Sunday, August 16, 2020

Going To Extremes

I've been trying to get hold of Van der Graaf's 1978 live album Vital on CD for quite some time. One attempt, more than a year back failed as it was reported as unavailable at amazon.com and I just didn't have the energy to try and track it down, despite my curiosity about it. That curiosity was based partly on the fact it was one of those albums that completely passed me by when it was originally released, I guess because I was too focused on professional survival to pay much attention to the world of contemporary music, but based mainly on my awareness of just how highly rated it was in some quarters, whilst being seen as distinctly iffy in others. Its iffiness seemed related to how 'raw' it sounded to some ears - that in itself constituting a major point of attraction for myself.

Not to be deterred, fascination undiminished, I included the disks in my most recent order, only to receive everything else on my list (the crowning glory of which being Dylan's Rough & Rowdy Ways, of which I'll have something to say at a later date) but to find myself left in limbo with regard to Vital. And then it arrived, on its own, late last week.

On the back of the handsome CD booklet there's an image of the original advertisement for the live set from 1978 (when it was priced at 4 pound, seventy-five pence, which I reckon I would have found a tad expensive back then.) The main copy reads: FROM THE MOST EXTREME LIVE BAND IN THE WORLD THE MOST EXTREME LIVE ALBUM. Gentle Reader, trust me when I tell you that for once the advertisers spoke the truth.

On my first play-through I was stunned, and delighted, at the ferocity of it all. Actually, I'd wondered whether the questionable reputation of the album was based on a poor quality of recording - a bit like the infamously wonderful Earthbound of King Crimson -  but in broad terms it's more than acceptable, despite the problem they had with the failure of one channel to record Jaxon's contributions to proceedings such that the reeds and flute needed to be inserted from what had bled into other channels being enhanced. No, as advertised, it was the blistering, take no prisoners attitude of the musicians that had served to alienate some listeners. 

The astonishing version of Pioneers over C sort of sums it all up. The studio version is a splendid piece, veering nicely between the theatrical and melodic as VdGG so often did on the early albums. The version on Vital just tears everything up with glorious contrasts between soft yearning and punk rage. At his most extreme Pete Hammill makes punk admirers like John Lydon sound mild and restrained.

This is not the sort of music one can play with the ladies around. (Dreadfully sexist, I know, but I'm keeping it real.) Yes, vital stuff. (Dreadful pun, I know, but I thought I'd take some chances myself in this final paragraph.)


_Description of the task_: Set down every record below exactly as it appears, but without the pictures.

**** Data provided

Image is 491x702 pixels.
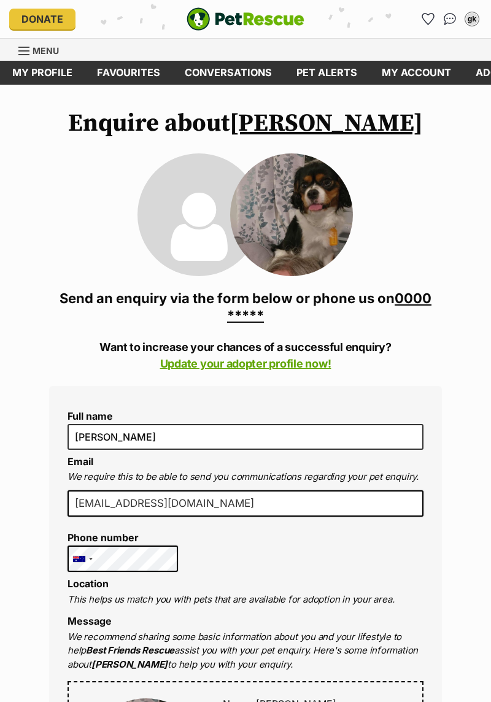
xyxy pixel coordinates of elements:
a: Favourites [85,61,172,85]
span: Menu [33,45,59,56]
img: logo-e224e6f780fb5917bec1dbf3a21bbac754714ae5b6737aabdf751b685950b380.svg [187,7,304,31]
a: Update your adopter profile now! [160,357,331,370]
strong: [PERSON_NAME] [91,659,168,670]
p: We require this to be able to send you communications regarding your pet enquiry. [68,470,423,484]
a: Donate [9,9,75,29]
h3: Send an enquiry via the form below or phone us on [49,290,442,324]
label: Phone number [68,532,178,543]
label: Full name [68,411,423,422]
p: Want to increase your chances of a successful enquiry? [49,339,442,372]
input: E.g. Jimmy Chew [68,424,423,450]
a: Conversations [440,9,460,29]
a: Favourites [418,9,438,29]
strong: Best Friends Rescue [86,644,174,656]
img: chat-41dd97257d64d25036548639549fe6c8038ab92f7586957e7f3b1b290dea8141.svg [444,13,457,25]
label: Location [68,577,109,590]
a: Pet alerts [284,61,369,85]
a: Menu [18,39,68,61]
a: PetRescue [187,7,304,31]
a: [PERSON_NAME] [230,108,423,139]
p: We recommend sharing some basic information about you and your lifestyle to help assist you with ... [68,630,423,672]
a: conversations [172,61,284,85]
button: My account [462,9,482,29]
div: Australia: +61 [68,546,96,572]
a: My account [369,61,463,85]
div: gk [466,13,478,25]
ul: Account quick links [418,9,482,29]
label: Email [68,455,93,468]
h1: Enquire about [49,109,442,137]
p: This helps us match you with pets that are available for adoption in your area. [68,593,423,607]
label: Message [68,615,112,627]
img: Alfie [230,153,353,276]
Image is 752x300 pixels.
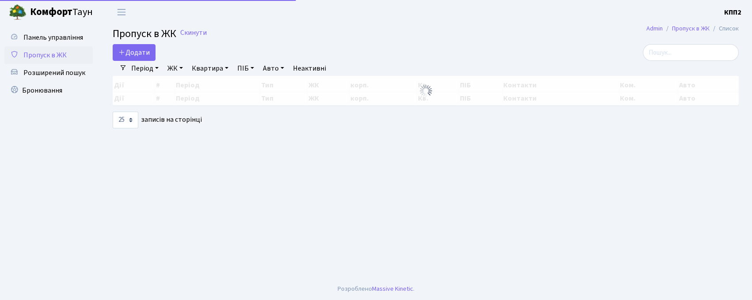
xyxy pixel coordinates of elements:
span: Панель управління [23,33,83,42]
input: Пошук... [643,44,739,61]
span: Бронювання [22,86,62,95]
img: logo.png [9,4,27,21]
a: Пропуск в ЖК [4,46,93,64]
a: Розширений пошук [4,64,93,82]
span: Пропуск в ЖК [113,26,176,42]
a: Період [128,61,162,76]
a: Квартира [188,61,232,76]
div: Розроблено . [338,285,415,294]
select: записів на сторінці [113,112,138,129]
span: Таун [30,5,93,20]
span: Додати [118,48,150,57]
a: Панель управління [4,29,93,46]
img: Обробка... [419,84,433,98]
a: Авто [259,61,288,76]
a: ПІБ [234,61,258,76]
span: Пропуск в ЖК [23,50,67,60]
a: Бронювання [4,82,93,99]
a: Скинути [180,29,207,37]
a: Massive Kinetic [372,285,413,294]
span: Розширений пошук [23,68,85,78]
li: Список [710,24,739,34]
nav: breadcrumb [633,19,752,38]
b: Комфорт [30,5,72,19]
a: Admin [646,24,663,33]
b: КПП2 [724,8,742,17]
a: Пропуск в ЖК [672,24,710,33]
a: ЖК [164,61,186,76]
a: Неактивні [289,61,330,76]
label: записів на сторінці [113,112,202,129]
a: КПП2 [724,7,742,18]
a: Додати [113,44,156,61]
button: Переключити навігацію [110,5,133,19]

********

_Response area_:
Image is 491x702 pixels.
xyxy pixel coordinates of elements:
a: Favourites [85,61,172,85]
span: Menu [33,45,59,56]
img: logo-e224e6f780fb5917bec1dbf3a21bbac754714ae5b6737aabdf751b685950b380.svg [187,7,304,31]
a: Update your adopter profile now! [160,357,331,370]
strong: [PERSON_NAME] [91,659,168,670]
p: We require this to be able to send you communications regarding your pet enquiry. [68,470,423,484]
a: Donate [9,9,75,29]
h3: Send an enquiry via the form below or phone us on [49,290,442,324]
label: Phone number [68,532,178,543]
label: Full name [68,411,423,422]
p: Want to increase your chances of a successful enquiry? [49,339,442,372]
input: E.g. Jimmy Chew [68,424,423,450]
a: Conversations [440,9,460,29]
a: Favourites [418,9,438,29]
strong: Best Friends Rescue [86,644,174,656]
img: chat-41dd97257d64d25036548639549fe6c8038ab92f7586957e7f3b1b290dea8141.svg [444,13,457,25]
label: Location [68,577,109,590]
a: Pet alerts [284,61,369,85]
a: Menu [18,39,68,61]
a: PetRescue [187,7,304,31]
a: [PERSON_NAME] [230,108,423,139]
p: We recommend sharing some basic information about you and your lifestyle to help assist you with ... [68,630,423,672]
a: conversations [172,61,284,85]
button: My account [462,9,482,29]
div: Australia: +61 [68,546,96,572]
a: My account [369,61,463,85]
div: gk [466,13,478,25]
ul: Account quick links [418,9,482,29]
label: Email [68,455,93,468]
h1: Enquire about [49,109,442,137]
p: This helps us match you with pets that are available for adoption in your area. [68,593,423,607]
label: Message [68,615,112,627]
img: Alfie [230,153,353,276]
Image is 752x300 pixels.
xyxy pixel coordinates of elements:
span: Панель управління [23,33,83,42]
input: Пошук... [643,44,739,61]
span: Бронювання [22,86,62,95]
img: logo.png [9,4,27,21]
a: Пропуск в ЖК [4,46,93,64]
a: Розширений пошук [4,64,93,82]
span: Пропуск в ЖК [113,26,176,42]
a: Період [128,61,162,76]
a: Квартира [188,61,232,76]
div: Розроблено . [338,285,415,294]
select: записів на сторінці [113,112,138,129]
span: Таун [30,5,93,20]
span: Додати [118,48,150,57]
a: Панель управління [4,29,93,46]
img: Обробка... [419,84,433,98]
a: Авто [259,61,288,76]
a: ПІБ [234,61,258,76]
span: Пропуск в ЖК [23,50,67,60]
a: Бронювання [4,82,93,99]
a: Скинути [180,29,207,37]
a: Massive Kinetic [372,285,413,294]
span: Розширений пошук [23,68,85,78]
li: Список [710,24,739,34]
nav: breadcrumb [633,19,752,38]
b: Комфорт [30,5,72,19]
a: Admin [646,24,663,33]
b: КПП2 [724,8,742,17]
a: Пропуск в ЖК [672,24,710,33]
a: ЖК [164,61,186,76]
a: Неактивні [289,61,330,76]
label: записів на сторінці [113,112,202,129]
a: КПП2 [724,7,742,18]
a: Додати [113,44,156,61]
button: Переключити навігацію [110,5,133,19]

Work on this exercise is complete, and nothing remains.